Working against Doha are factors it cannot control, like the consensus among people who gossip about host-city horse races that 2016 is the Western Hemisphere’s “turn” after what will have been 20 years of unfriendly time zones. And with security the biggest and ever-escalating expense, it might be difficult to persuade IOC delegates to put the Games so close to Iran. (The last time the region made a push was Tehran’s campaign for the 1984 Games. Had the city not withdrawn its bid in 1977, the revolution two years later would have thrown any Iranian Games planning into chaos.) Even if Doha’s bid fails–and most first-time efforts do–it’s still a smart way to raise the area’s sporting profile. Dubai, in the United Arab Emirates, is another peaceful, wealthy port city with Olympic aspirations that has won sports cred with high-profile golf and tennis tournaments.

The cities’ wealth may actually work against them. Qatar and the U.A.E. have tiny permanent populations, opting to bring in workers from nearby countries. “They import everything there, and that might have to include spectators,” says Ed Hula, editor of Around the Rings, an Olympics news-letter that is the go-to source for host-city speculation. Summer Games typically need to sell 4 million to 9 million tickets–and Qatar’s population is less than 900,000.

And how might Americans feel about an Olympics in the Mideast? Herb Perez, the director of international projects for the Olympic Council of Asia, says the Olympics can be as much about changing a host city as spotlighting its culture. “Games are a vehicle for transformation,” Perez says. “Ideas get in, change gets in. You think China 20 years ago could have pulled off the Games?”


-- WORK TO BE COMPLETED --
Transcribe every record verbatim; no pictures.
### EXTRACTED ENTRIES
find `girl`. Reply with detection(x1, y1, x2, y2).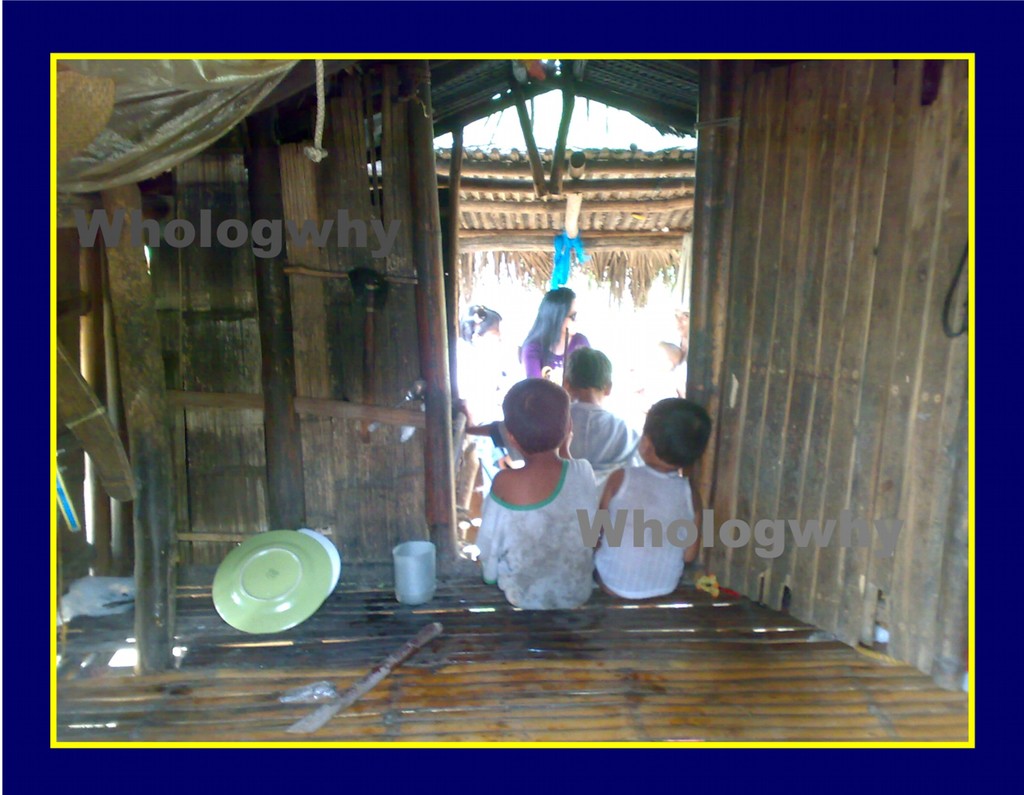
detection(518, 280, 598, 388).
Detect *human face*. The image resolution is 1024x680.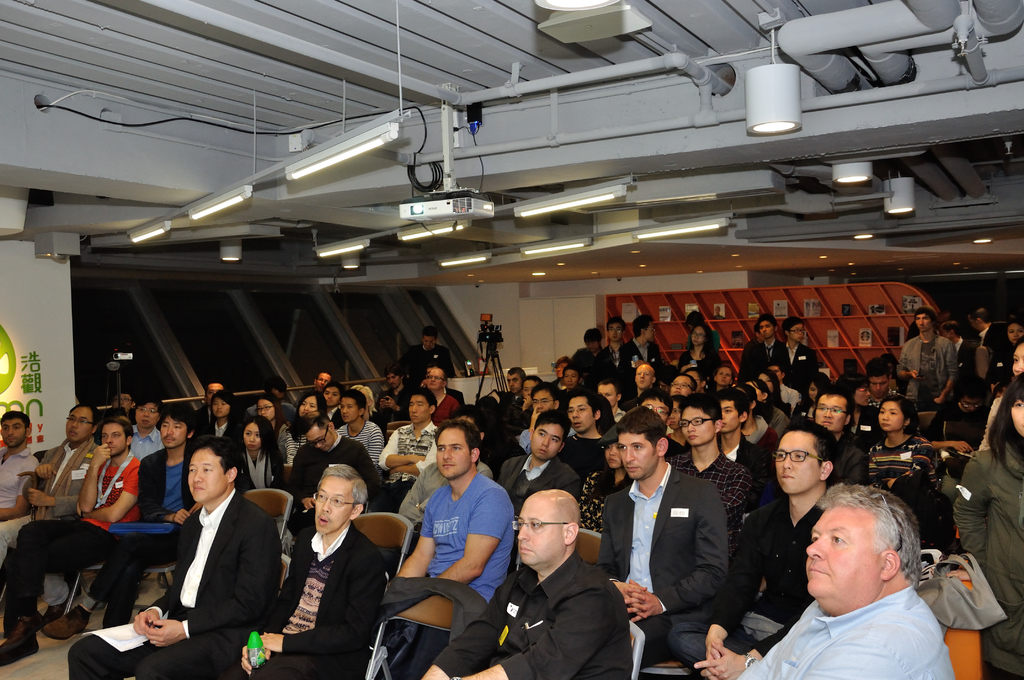
BBox(776, 430, 822, 496).
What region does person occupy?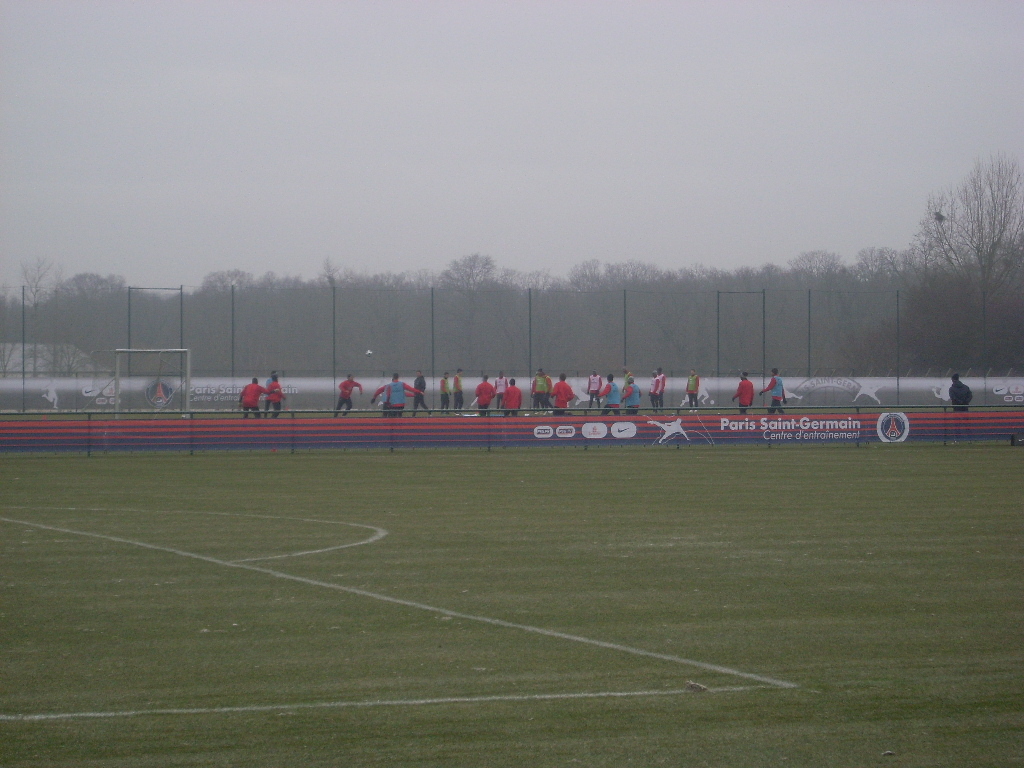
bbox=[494, 379, 519, 414].
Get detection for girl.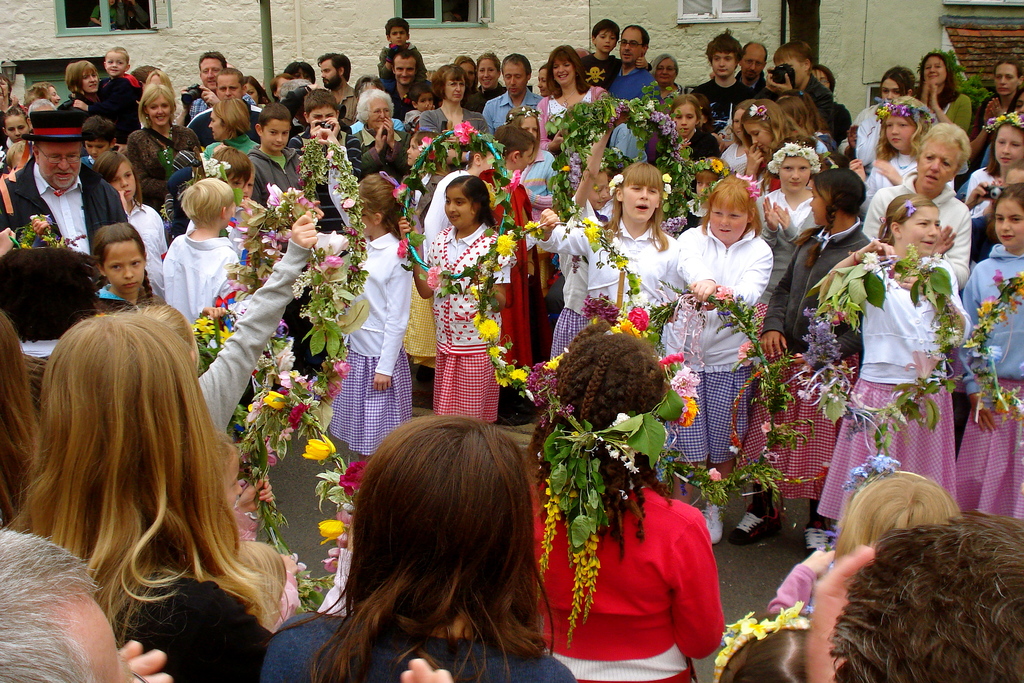
Detection: <bbox>710, 602, 858, 682</bbox>.
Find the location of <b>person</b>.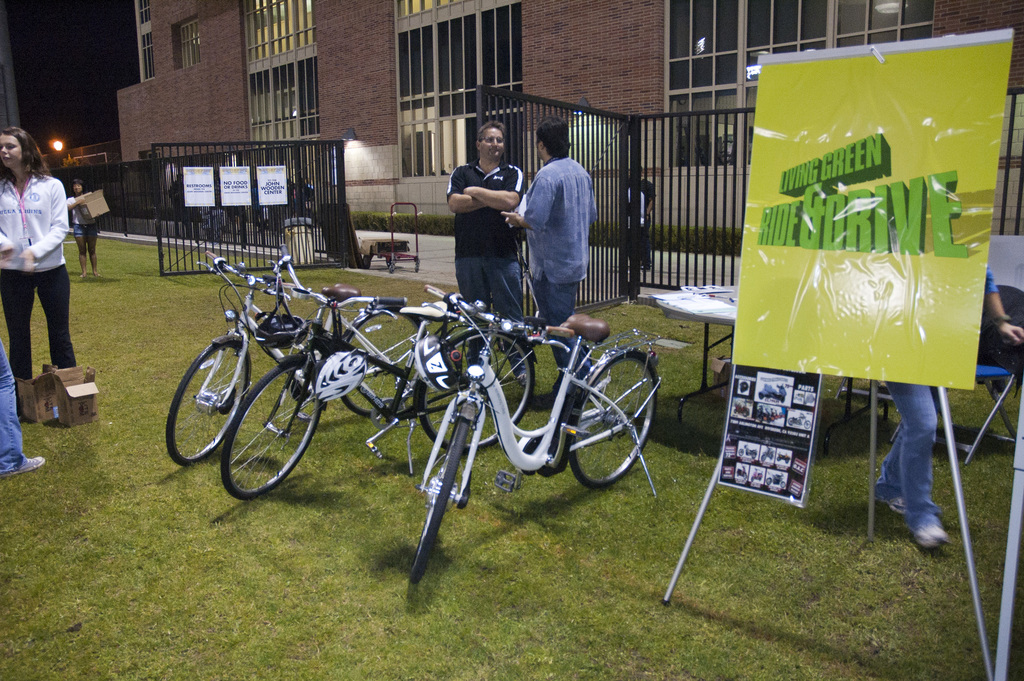
Location: <box>0,126,73,372</box>.
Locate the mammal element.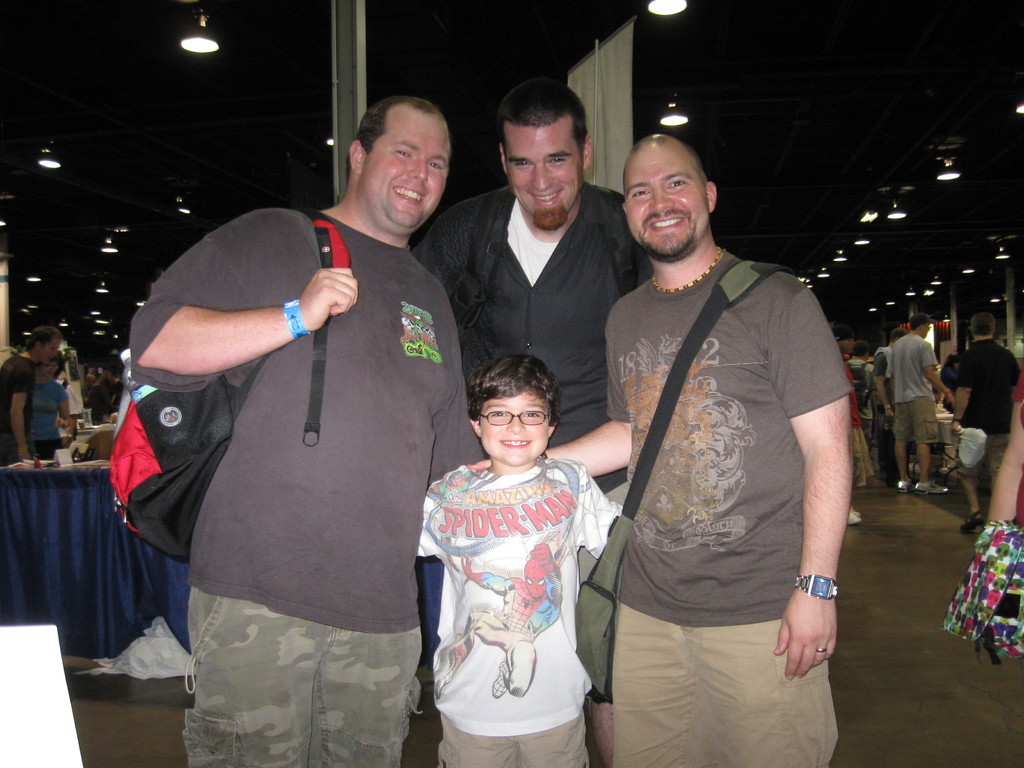
Element bbox: [left=850, top=337, right=882, bottom=457].
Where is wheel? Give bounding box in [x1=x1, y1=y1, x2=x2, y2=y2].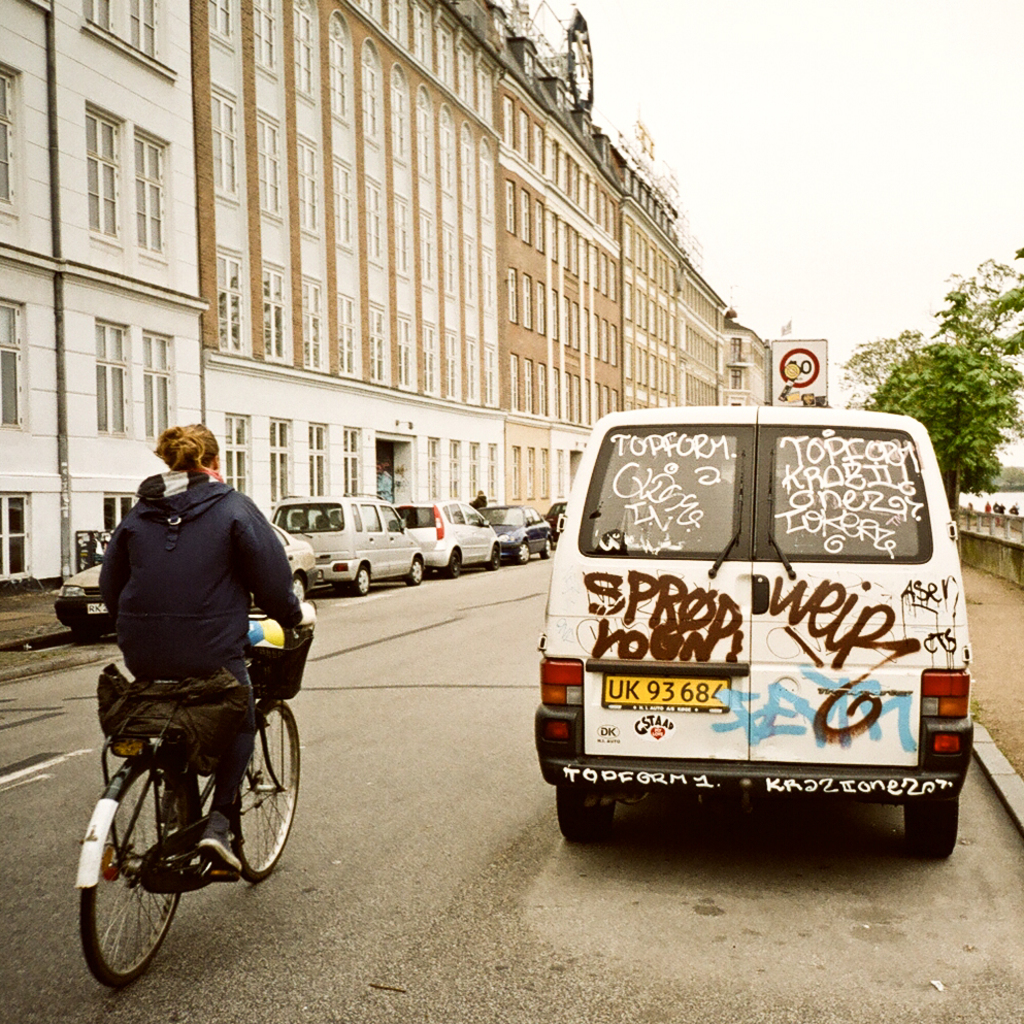
[x1=235, y1=709, x2=295, y2=880].
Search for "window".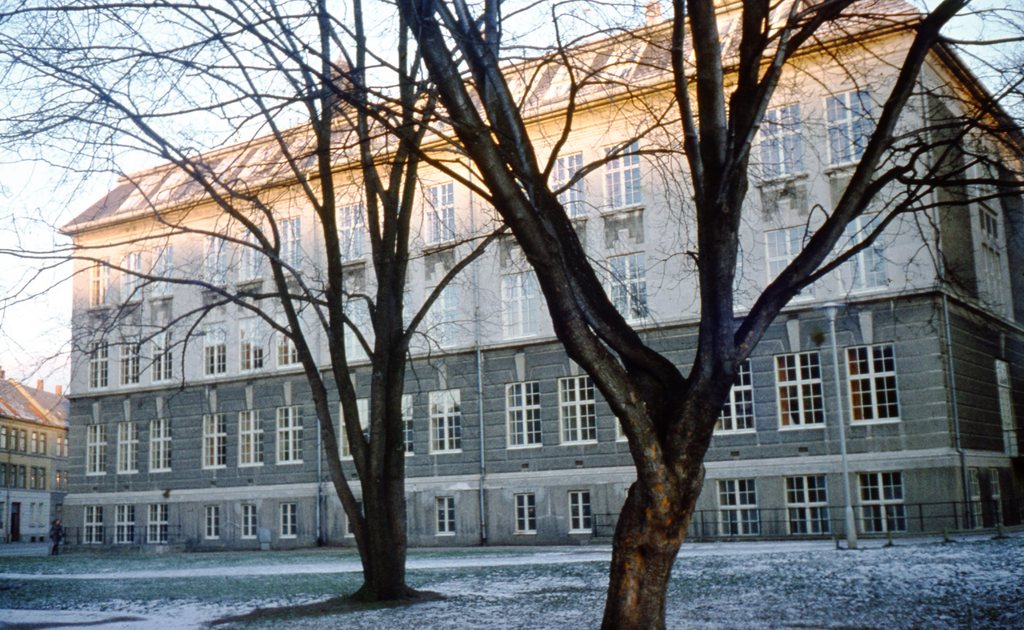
######
-- SOLUTION BELOW --
find `girl`. Reply with detection(x1, y1, x2, y2).
detection(518, 280, 598, 388).
Detect *human face*. The image resolution is 1024x680.
BBox(776, 430, 822, 496).
What region does person occupy?
bbox=[494, 379, 519, 414].
Get detection for girl.
Detection: <bbox>710, 602, 858, 682</bbox>.
Find the location of <b>person</b>.
Location: <box>0,126,73,372</box>.
Locate the mammal element.
Element bbox: [left=850, top=337, right=882, bottom=457].
Where is wheel? Give bounding box in [x1=x1, y1=y1, x2=x2, y2=y2].
[x1=235, y1=709, x2=295, y2=880].
Search for "window".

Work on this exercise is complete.